Gaunt also compares the sport of double dutch to hip hop, citing "hip and pelvic thrusts" and "rhythmic complexity" as elements that are vital to both.[14] She emphasizes double-dutch is a way of "experiencing black feminism" through its connection to staying on time to keep the movements going.[14]

Gaunt is also a vocalist and singer-songwriter. She has performed her one-woman show Education, Liberation at University at Albany's Performing Arts Center and self produced an album of original R&B/jazz oriented songs (co-written with Tomas Doncker) titled Be the True Revolution (2007).[15]

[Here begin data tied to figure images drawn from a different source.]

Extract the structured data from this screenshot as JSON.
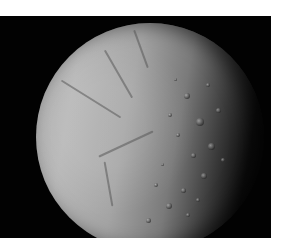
{
  "image": {
    "subject": "Cratered icy moon (gibbous phase) on black space background",
    "colors": {
      "background": "#020202",
      "surface_light": "#b6b6b6",
      "surface_mid": "#7a7a7a",
      "page": "#ffffff"
    },
    "features": {
      "cracks": [
        {
          "x": 20,
          "y": 75,
          "w": 70,
          "rot": 32
        },
        {
          "x": 55,
          "y": 50,
          "w": 55,
          "rot": 60
        },
        {
          "x": 60,
          "y": 120,
          "w": 60,
          "rot": -25
        },
        {
          "x": 85,
          "y": 25,
          "w": 40,
          "rot": 70
        },
        {
          "x": 50,
          "y": 160,
          "w": 45,
          "rot": 80
        }
      ],
      "craters": [
        {
          "x": 148,
          "y": 70,
          "s": 6
        },
        {
          "x": 160,
          "y": 95,
          "s": 8
        },
        {
          "x": 172,
          "y": 120,
          "s": 7
        },
        {
          "x": 155,
          "y": 130,
          "s": 5
        },
        {
          "x": 140,
          "y": 110,
          "s": 4
        },
        {
          "x": 180,
          "y": 85,
          "s": 5
        },
        {
          "x": 132,
          "y": 90,
          "s": 4
        },
        {
          "x": 165,
          "y": 150,
          "s": 6
        },
        {
          "x": 145,
          "y": 165,
          "s": 5
        },
        {
          "x": 130,
          "y": 180,
          "s": 6
        },
        {
          "x": 150,
          "y": 190,
          "s": 4
        },
        {
          "x": 118,
          "y": 160,
          "s": 4
        },
        {
          "x": 185,
          "y": 135,
          "s": 4
        },
        {
          "x": 170,
          "y": 60,
          "s": 4
        },
        {
          "x": 125,
          "y": 140,
          "s": 3
        },
        {
          "x": 110,
          "y": 195,
          "s": 5
        },
        {
          "x": 160,
          "y": 175,
          "s": 4
        },
        {
          "x": 138,
          "y": 55,
          "s": 3
        }
      ]
    }
  }
}
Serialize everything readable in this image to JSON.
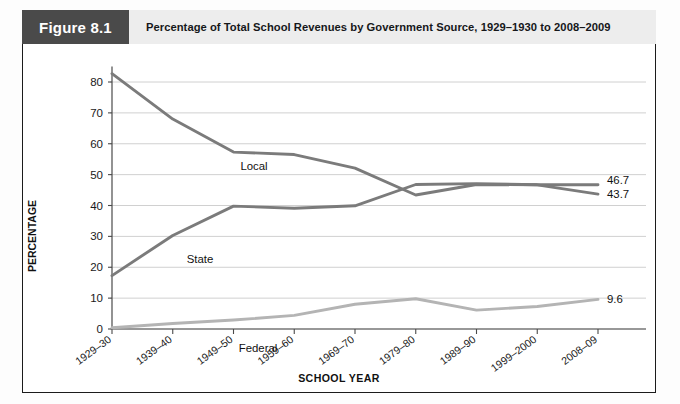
{
  "figure": {
    "tag": "Figure 8.1",
    "title": "Percentage of Total School Revenues by Government Source, 1929–1930 to 2008–2009"
  },
  "axes": {
    "ylabel": "PERCENTAGE",
    "xlabel": "SCHOOL YEAR",
    "yticks": [
      "0",
      "10",
      "20",
      "30",
      "40",
      "50",
      "60",
      "70",
      "80"
    ],
    "xticks": [
      "1929–30",
      "1939–40",
      "1949–50",
      "1959–60",
      "1969–70",
      "1979–80",
      "1989–90",
      "1999–2000",
      "2008–09"
    ]
  },
  "series_labels": {
    "local": "Local",
    "state": "State",
    "federal": "Federal"
  },
  "end_labels": {
    "local": "43.7",
    "state": "46.7",
    "federal": "9.6"
  },
  "colors": {
    "local": "#7b7b7b",
    "state": "#7b7b7b",
    "federal": "#b4b4b4",
    "grid": "#d0d0d0",
    "axis": "#4a4a4a",
    "header_tag_bg": "#4a4a4a",
    "header_title_bg": "#ededed"
  },
  "chart_data": {
    "type": "line",
    "title": "Percentage of Total School Revenues by Government Source, 1929–1930 to 2008–2009",
    "xlabel": "SCHOOL YEAR",
    "ylabel": "PERCENTAGE",
    "categories": [
      "1929–30",
      "1939–40",
      "1949–50",
      "1959–60",
      "1969–70",
      "1979–80",
      "1989–90",
      "1999–2000",
      "2008–09"
    ],
    "series": [
      {
        "name": "Local",
        "values": [
          82.7,
          68.0,
          57.3,
          56.5,
          52.1,
          43.4,
          46.8,
          46.7,
          43.7
        ],
        "end_label": "43.7",
        "color": "#7b7b7b"
      },
      {
        "name": "State",
        "values": [
          17.3,
          30.3,
          39.8,
          39.1,
          39.9,
          46.8,
          47.1,
          46.7,
          46.7
        ],
        "end_label": "46.7",
        "color": "#7b7b7b"
      },
      {
        "name": "Federal",
        "values": [
          0.4,
          1.8,
          2.9,
          4.4,
          8.0,
          9.8,
          6.1,
          7.3,
          9.6
        ],
        "end_label": "9.6",
        "color": "#b4b4b4"
      }
    ],
    "ylim": [
      0,
      85
    ],
    "ytick_values": [
      0,
      10,
      20,
      30,
      40,
      50,
      60,
      70,
      80
    ],
    "grid": true,
    "legend": "inline-labels"
  }
}
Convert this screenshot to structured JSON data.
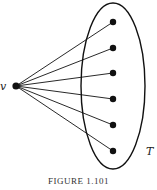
{
  "figure": {
    "caption": "FIGURE 1.101",
    "vertex_label": "v",
    "set_label": "T",
    "stroke_color": "#111111",
    "vertex": {
      "x": 16,
      "y": 86
    },
    "set_ellipse": {
      "cx": 113,
      "cy": 86,
      "rx": 32,
      "ry": 83
    },
    "set_nodes": [
      {
        "x": 113,
        "y": 22
      },
      {
        "x": 113,
        "y": 48
      },
      {
        "x": 113,
        "y": 73
      },
      {
        "x": 113,
        "y": 99
      },
      {
        "x": 113,
        "y": 125
      },
      {
        "x": 113,
        "y": 151
      }
    ]
  }
}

Awards, honors, and projects edit

In 2007 Kyra Gaunt published The Games Black Girls Play: Learning the Ropes from Double-Dutch to Hip-Hop. Her book was awarded the distinguished Alan Merriam Book Prize presented by the Society for Ethnomusicology. It was also nominated as a PEN/Beyond the Margins Book Award finalist.[16] It inspired a work by fellow TED Fellow Camille A. Brown, BLACK GIRL: Linguistic Play, which was nominated for a 2016 Bessie Award for Outstanding Production.[17] Among other significant publications, her peer-reviewed articles appear in Musical Quarterly, Parcours anthropologiques, and the Journal for Popular Music Studies.[18]

In 2009 Gaunt was honored as one of the inaugural TED Fellows.[1] Gaunt spoke at the 2015 TEDx East in New York City about the challenges and misconceptions behind the net worth and value of young black and African American girls who twerk on YouTube.[19] In 2018, Kyra appeared in a video for the TED Design series Small Thing, Big Idea, where she used her research to discuss how the jump rope got its rhythm.[20][21]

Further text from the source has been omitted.